Adding the CDK4/6 inhibitor trilaciclib (Cosela) to platinum-based chemotherapy and avelumab (Bavencio) maintenance produced an overall response rate (ORR) comparable to chemotherapy and maintenance avelumab alone in patients with previously untreated locally advanced or metastatic urothelial carcinoma.1
Initial data from the phase 2 PRESERVE3 trial (NCT04887831) showed that patients treated in the trilaciclib arm (n = 45) achieved an ORR of 40% compared with 46.7% for patients in the control arm (n = 45). G1 Therapeutics said that it expects additional safety and efficacy data, including the primary end point of progression-free survival (PFS), to be in the middle of 2023.
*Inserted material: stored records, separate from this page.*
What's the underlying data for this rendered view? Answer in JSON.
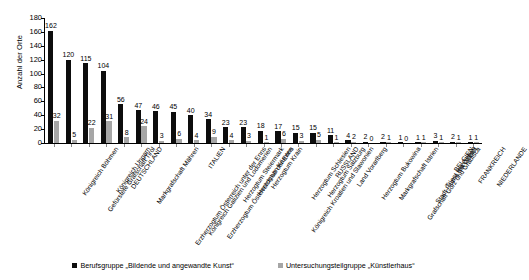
{
  "chart_data": {
    "type": "bar",
    "title": "",
    "subtitle": "",
    "xlabel": "",
    "ylabel": "Anzahl der Orte",
    "ylim": [
      0,
      180
    ],
    "ytick_step": 20,
    "yticks": [
      0,
      20,
      40,
      60,
      80,
      100,
      120,
      140,
      160,
      180
    ],
    "grid": false,
    "legend_position": "bottom",
    "orientation": "vertical",
    "grouping": "grouped",
    "colors": {
      "series_1": "#0d0d0d",
      "series_2": "#a6a6a6",
      "axis": "#000000",
      "background": "#ffffff"
    },
    "categories": [
      "Königreich Böhmen",
      "Gefürstete Grafschaft Tirol",
      "Königreich Ungarn",
      "DEUTSCHLAND",
      "Markgrafschaft Mähren",
      "Erzherzogtum Österreich unter der Enns",
      "Königreich Galizien und Lodomerien",
      "Erzherzogtum Österreich ob der Enns",
      "ITALIEN",
      "Herzogtum Steiermark",
      "Herzogtum Kärnten",
      "Herzogtum Krain",
      "Königreich Kroatien und Slawonien",
      "Herzogtum Schlesien",
      "Herzogtum Salzburg",
      "RUSSLAND",
      "Land Vorarlberg",
      "Herzogtum Bukowina",
      "Markgrafschaft Istrien",
      "Grafschaft Görz und Gradisca",
      "Stadt Fiume mit Gebiet",
      "Triest mit Gebiet",
      "BELGIEN",
      "FRANKREICH",
      "NIEDERLANDE"
    ],
    "series": [
      {
        "name": "Berufsgruppe „Bildende und angewandte Kunst“",
        "color": "#0d0d0d",
        "values": [
          162,
          120,
          115,
          104,
          56,
          47,
          46,
          45,
          40,
          34,
          23,
          23,
          18,
          17,
          15,
          15,
          11,
          4,
          2,
          2,
          1,
          1,
          3,
          2,
          1
        ]
      },
      {
        "name": "Untersuchungsteilgruppe „Künstlerhaus“",
        "color": "#a6a6a6",
        "values": [
          32,
          5,
          22,
          31,
          8,
          24,
          3,
          6,
          4,
          9,
          4,
          3,
          1,
          6,
          3,
          5,
          1,
          2,
          0,
          1,
          0,
          1,
          1,
          1,
          1
        ]
      }
    ]
  },
  "legend": {
    "items": [
      {
        "label": "Berufsgruppe „Bildende und angewandte Kunst“",
        "color": "#0d0d0d"
      },
      {
        "label": "Untersuchungsteilgruppe „Künstlerhaus“",
        "color": "#a6a6a6"
      }
    ]
  }
}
“The immunomodulatory mechanism of action of trilaciclib lends itself to longer-term antitumor efficacy end points like PFS, as opposed to shorter-term response rate end points, as was noted in the phase 2 trial in triple-negative breast cancer,” Raj Malik, MD, chief medical officer at G1 Therapeutics, stated in a press release. “We look forward to the results of the maintenance portion of this trial, particularly given the preclinical work that we have conducted showing the potential synergy of trilaciclib with checkpoint inhibitors—which we seek to validate clinically in this study with longer-term duration of response and PFS data.”
The randomized, open-label PRESERVE3 study enrolled patients who were at least 18 years of age with histologically documented, locally advanced (T4b, any N; or any T, N 2-3) or metastatic urothelial carcinoma (M1, stage IV).2 Patients were required to have measurable disease per RECIST v1.1 criteria; no prior systemic therapy in the inoperable, locally advanced, or metastatic setting including chemotherapy, immune checkpoint inhibitor therapy, targeted therapy, or investigational agents; an ECOG performance status of 0 to 2; and adequate organ function.
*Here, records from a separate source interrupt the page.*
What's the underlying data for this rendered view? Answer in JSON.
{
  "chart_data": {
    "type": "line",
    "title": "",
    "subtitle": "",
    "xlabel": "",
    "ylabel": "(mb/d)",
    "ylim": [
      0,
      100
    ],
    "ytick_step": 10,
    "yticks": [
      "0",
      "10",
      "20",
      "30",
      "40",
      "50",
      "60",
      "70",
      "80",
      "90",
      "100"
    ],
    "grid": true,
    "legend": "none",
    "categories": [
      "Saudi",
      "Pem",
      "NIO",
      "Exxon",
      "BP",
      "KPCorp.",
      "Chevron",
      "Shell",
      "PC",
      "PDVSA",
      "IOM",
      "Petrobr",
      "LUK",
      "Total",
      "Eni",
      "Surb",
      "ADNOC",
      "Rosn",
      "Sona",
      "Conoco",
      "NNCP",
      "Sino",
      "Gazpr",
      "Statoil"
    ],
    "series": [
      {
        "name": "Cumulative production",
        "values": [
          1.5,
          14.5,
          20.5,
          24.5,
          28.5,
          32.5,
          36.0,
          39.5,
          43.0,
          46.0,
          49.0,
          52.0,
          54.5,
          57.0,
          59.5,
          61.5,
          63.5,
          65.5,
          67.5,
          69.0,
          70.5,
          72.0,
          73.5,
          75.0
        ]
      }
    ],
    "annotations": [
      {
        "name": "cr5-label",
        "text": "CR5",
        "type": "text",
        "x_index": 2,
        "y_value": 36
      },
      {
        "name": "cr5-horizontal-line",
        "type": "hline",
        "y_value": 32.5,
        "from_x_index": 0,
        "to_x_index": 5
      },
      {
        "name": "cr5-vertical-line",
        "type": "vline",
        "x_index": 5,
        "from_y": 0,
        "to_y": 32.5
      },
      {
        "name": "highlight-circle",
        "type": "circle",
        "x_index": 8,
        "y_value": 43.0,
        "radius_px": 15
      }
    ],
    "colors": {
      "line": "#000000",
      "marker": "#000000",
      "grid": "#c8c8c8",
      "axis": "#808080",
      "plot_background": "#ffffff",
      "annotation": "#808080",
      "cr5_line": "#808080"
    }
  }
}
Key exclusion criteria included malignancies other than urothelial carcinoma within 3 years prior to randomization, the presence of central nervous system metastases/leptomeningeal disease requiring immediate treatment with radiation therapy or steroids, prior hematopoietic stem cell or bone marrow transplantation, solid organ transplantation, or an active autoimmune disease.
Investigators randomly assigned patients in a 1:1 fashion to the experimental or control groups. Those in the experimental arm received trilaciclib at 240 mg/m2 plus gemcitabine at 1000 mg/m2 on days 1 and 8 and cisplatin at 70 mg/m2 or carboplatin at an area under the curve of 4.5 on day 1 of each 21-day cycle, followed by maintenance with trilaciclib at 240 mg/m2 plus avelumab at 800 mg on day 1 of each 14-day cycle. Trilaciclib was administered prior to chemotherapy and avelumab maintenance on each day the respective treatments were given. Patients in the control arm received the same regimen of chemotherapy and avelumab maintenance without trilaciclib.
Along with the primary end point of PFS, secondary end points included antitumor effects and myeloprotective effects.
Regarding safety, the data monitoring committee recommended that the study continue as planned. The safety and tolerability trilaciclib administered prior to chemotherapy was generally consistent with that expected in patients treated with gemcitabine plus cisplatin/carboplatin and avelumab maintenance for previously untreated advanced or metastatic urothelial carcinoma.